A delicate blue that deepens quickly…

Word count: 263 words

Reading time: About 1 minute

A great way to improve your writing is to emulate the work of others. That’s why, every week, I present a sentence that I’d happily imitate.Today’s comes from Kate Southwood. 

As someone who lives in the Pacific Coast earthquake zone, who has picked up debris from the 2011 Japanese tsunami on the beaches of Tofino and who lives too-close-for-comfort to the recent Calgary flood, I have more than a passing interest in natural disasters.

Perhaps that’s what drew me to the novel Falling to Earth by Kate Southwood, which tells the (true) story of a 1925 tornado that wiped out Murphysboro, Illinois. (In her book, Southwood calls the town Marah.) I particularly liked the way Southwood’s book focused on a family that had survived the disaster, intact. No loss of life. No loss of home. No loss of business. Their good luck, juxtaposed with their neighbours’ misfortune, provides a compelling turning point for the novel.

Most of all, however, I enjoyed Southwood’s exquisite writing. Here is one of my favourite sentences:

The sky above the town is clear, left scoured by the cloud, and as the light fails, it begins to color again, a delicate blue that deepens quickly, tumbling through navy into black. 

I have seen skies like that — and didn’t know it, until I read her words. Look at the verbs, scoured, tumbling. Consider the onomatopoeia: delicate blue that deepens. See the picture her words create.

There are many other equally fine sentences in this book. It’s well worth reading.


EXERCISE BRIEF: Quote all lines below exactly. Images stay out.
*** Opening ENTRIES SUPPLIED ***
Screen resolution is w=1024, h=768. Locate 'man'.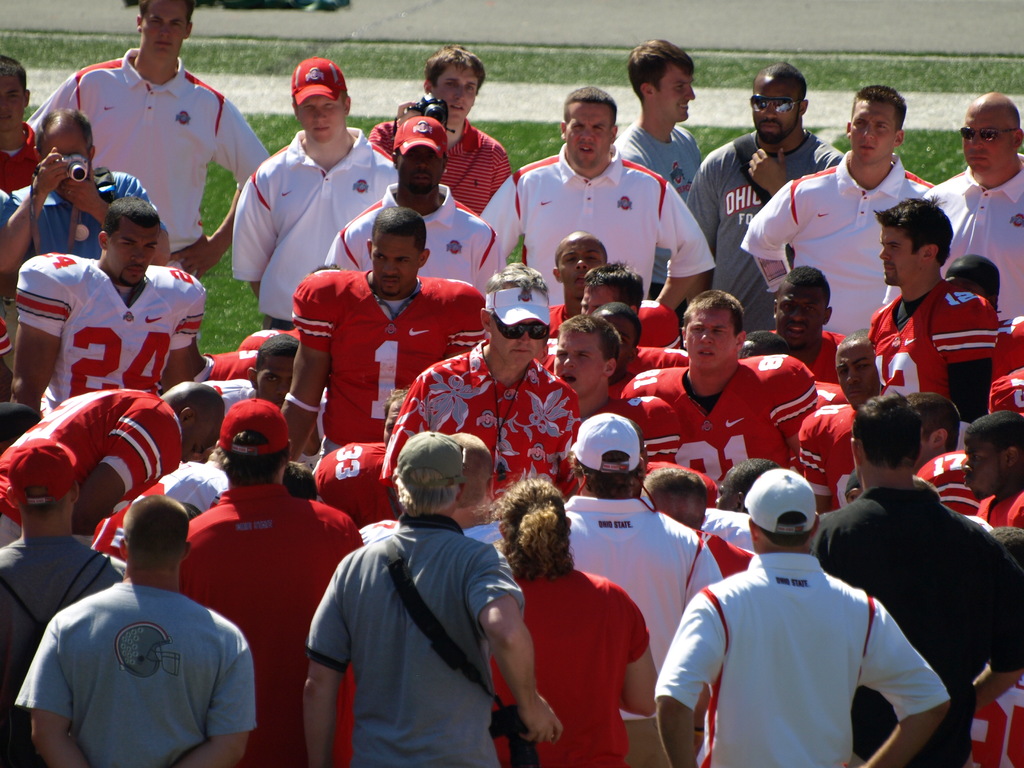
select_region(0, 53, 35, 203).
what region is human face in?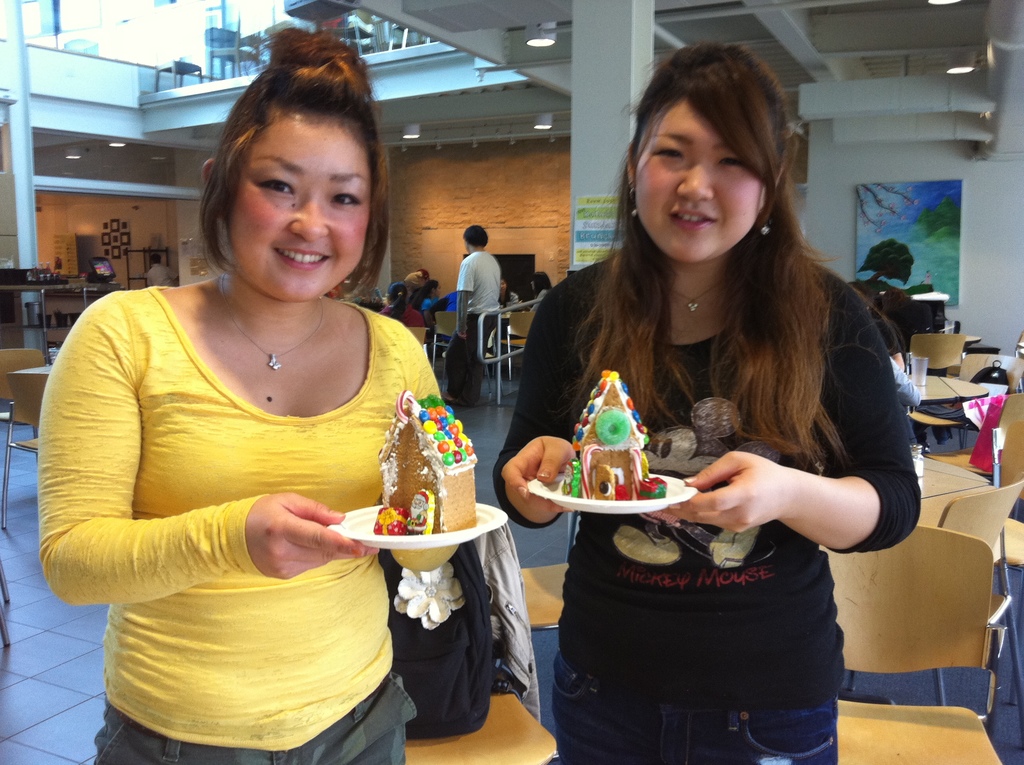
BBox(637, 87, 755, 261).
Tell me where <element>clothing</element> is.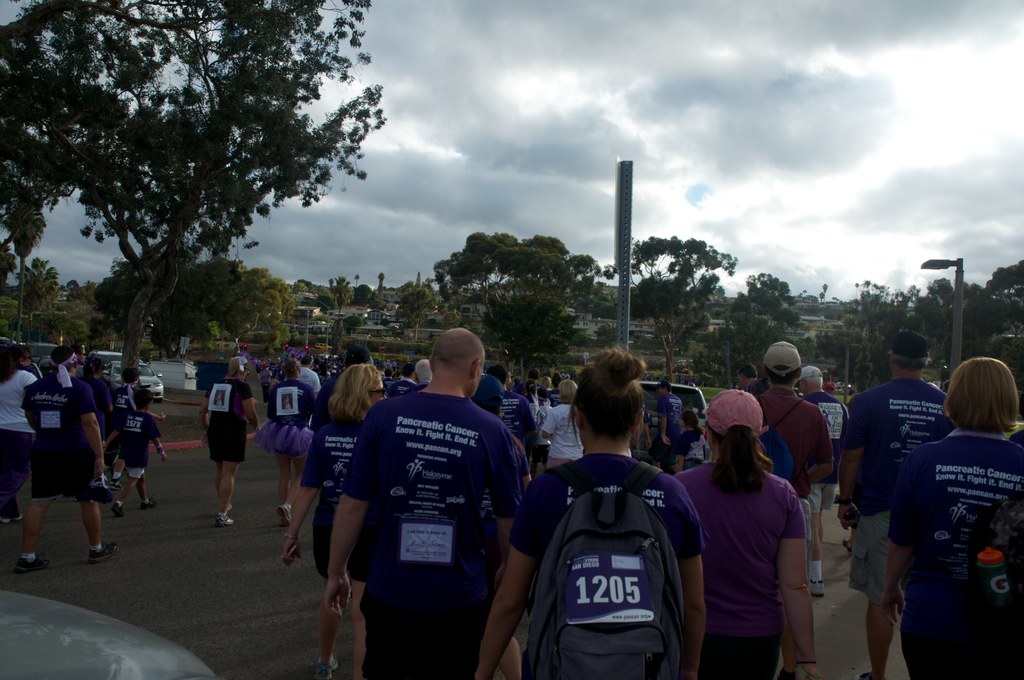
<element>clothing</element> is at <bbox>259, 378, 313, 449</bbox>.
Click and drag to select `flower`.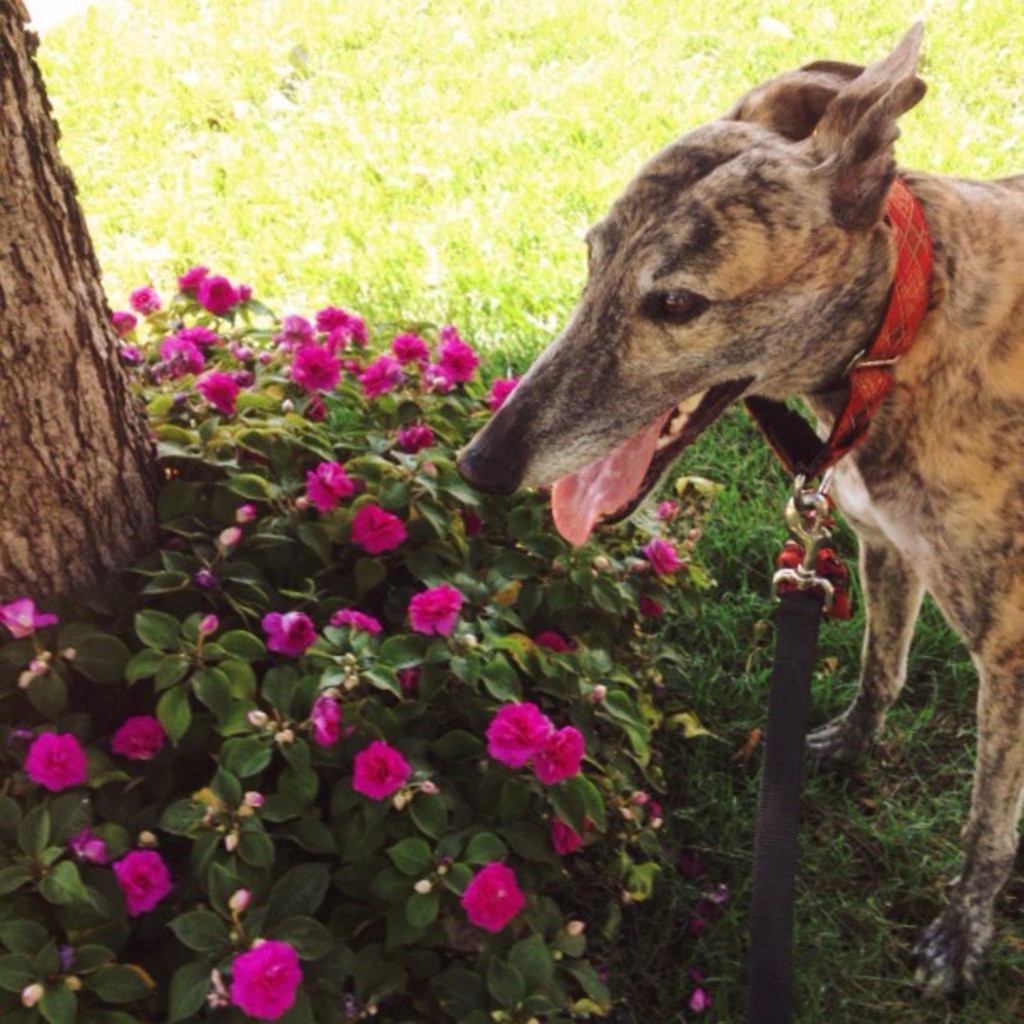
Selection: locate(164, 341, 204, 371).
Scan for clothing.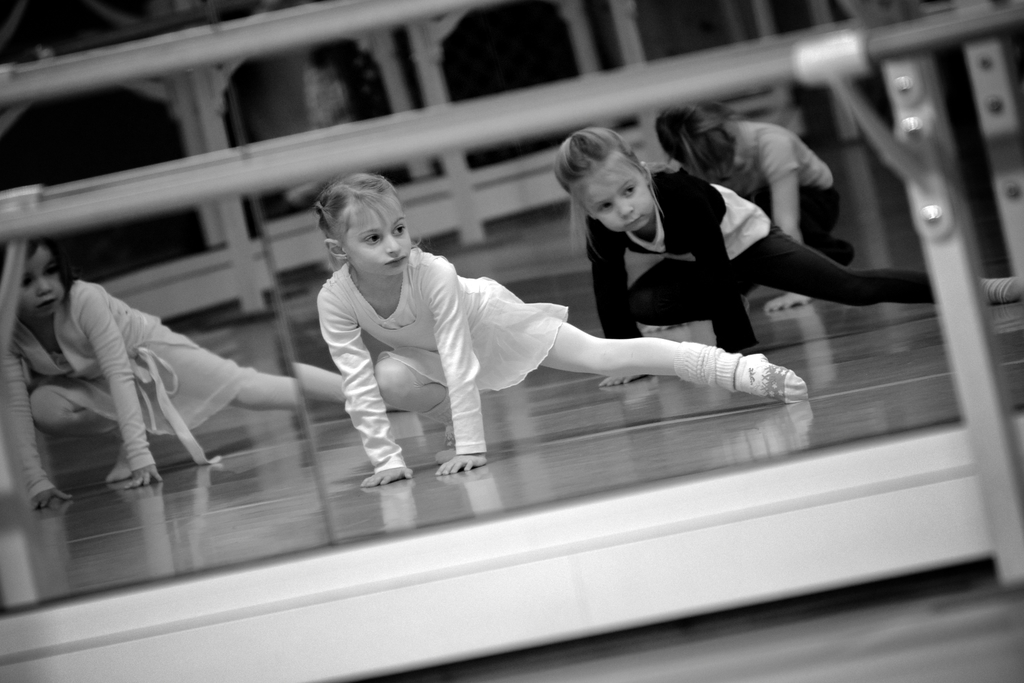
Scan result: [292, 225, 559, 462].
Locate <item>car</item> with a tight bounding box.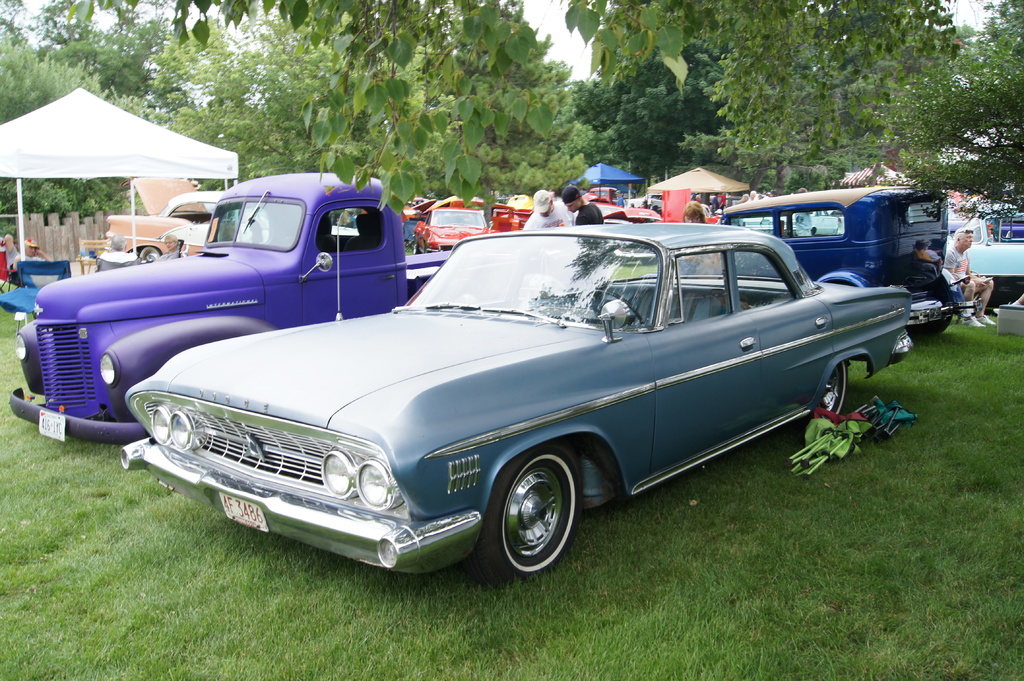
[948, 217, 1023, 313].
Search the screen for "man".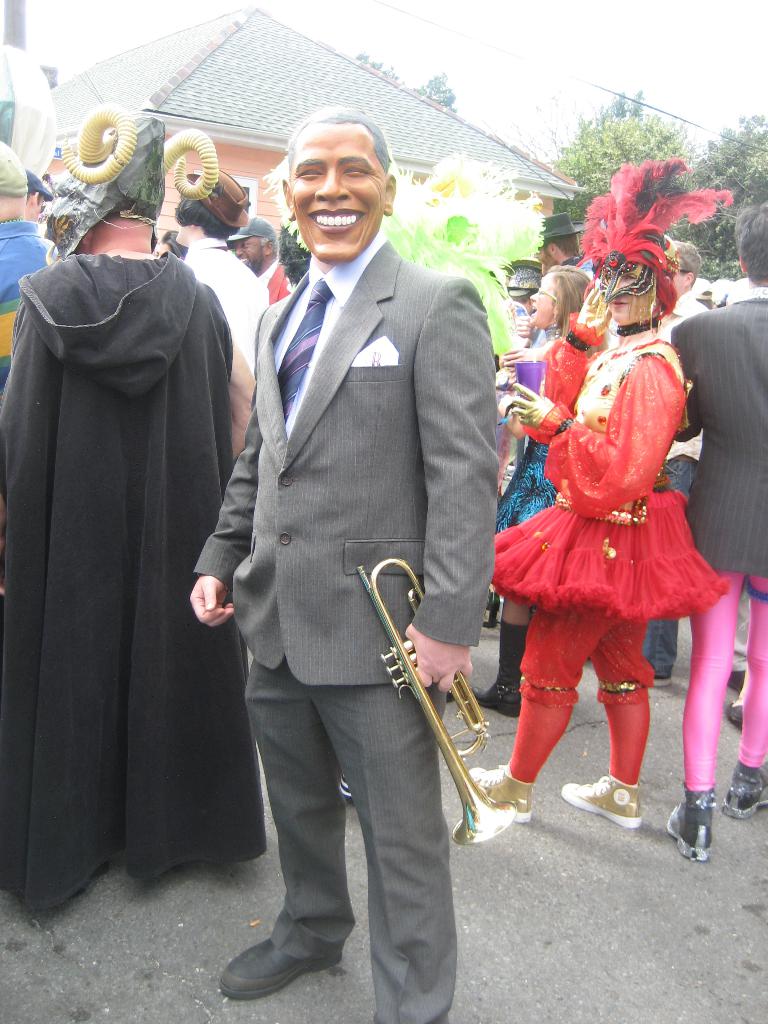
Found at 0:143:61:388.
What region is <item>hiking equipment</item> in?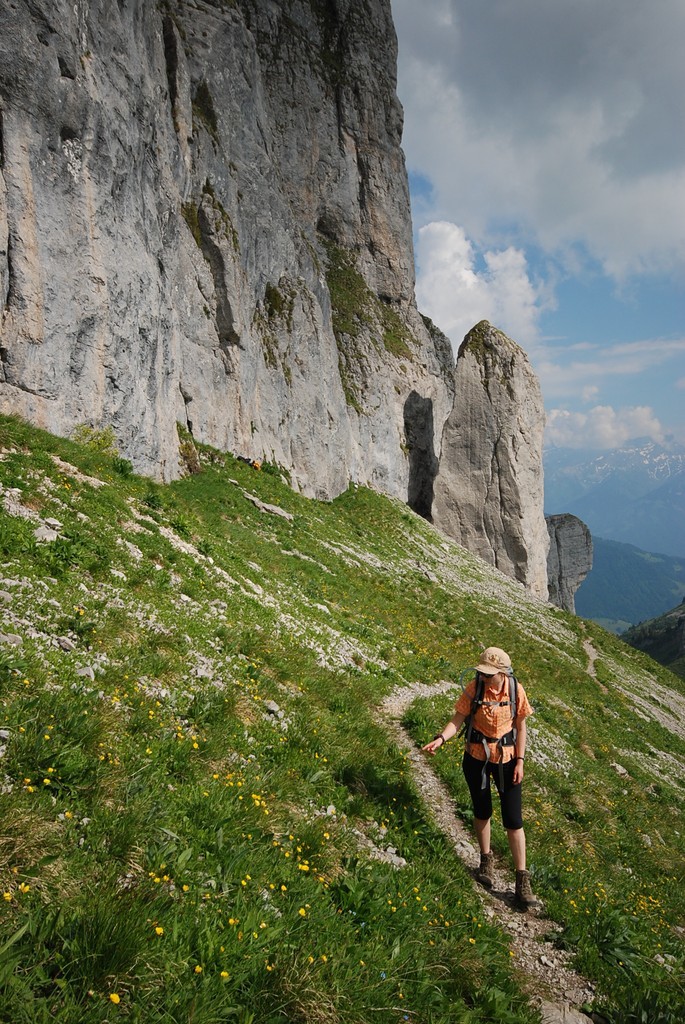
515:869:546:912.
*** Closing ENTRIES SUPPLIED ***
EXERCISE OUTPUT:
Screen resolution is w=1024, h=768. Locate 'man'.
select_region(0, 53, 35, 203).
what region is human face in?
BBox(637, 87, 755, 261).
Tell me where <element>clothing</element> is.
<element>clothing</element> is at <bbox>259, 378, 313, 449</bbox>.
Click and drag to select `flower`.
Selection: locate(164, 341, 204, 371).
Scan for clothing.
Scan result: [292, 225, 559, 462].
Locate <item>car</item> with a tight bounding box.
[948, 217, 1023, 313].
Search the screen for "man".
Found at 0:143:61:388.
What region is <item>hiking equipment</item> in?
515:869:546:912.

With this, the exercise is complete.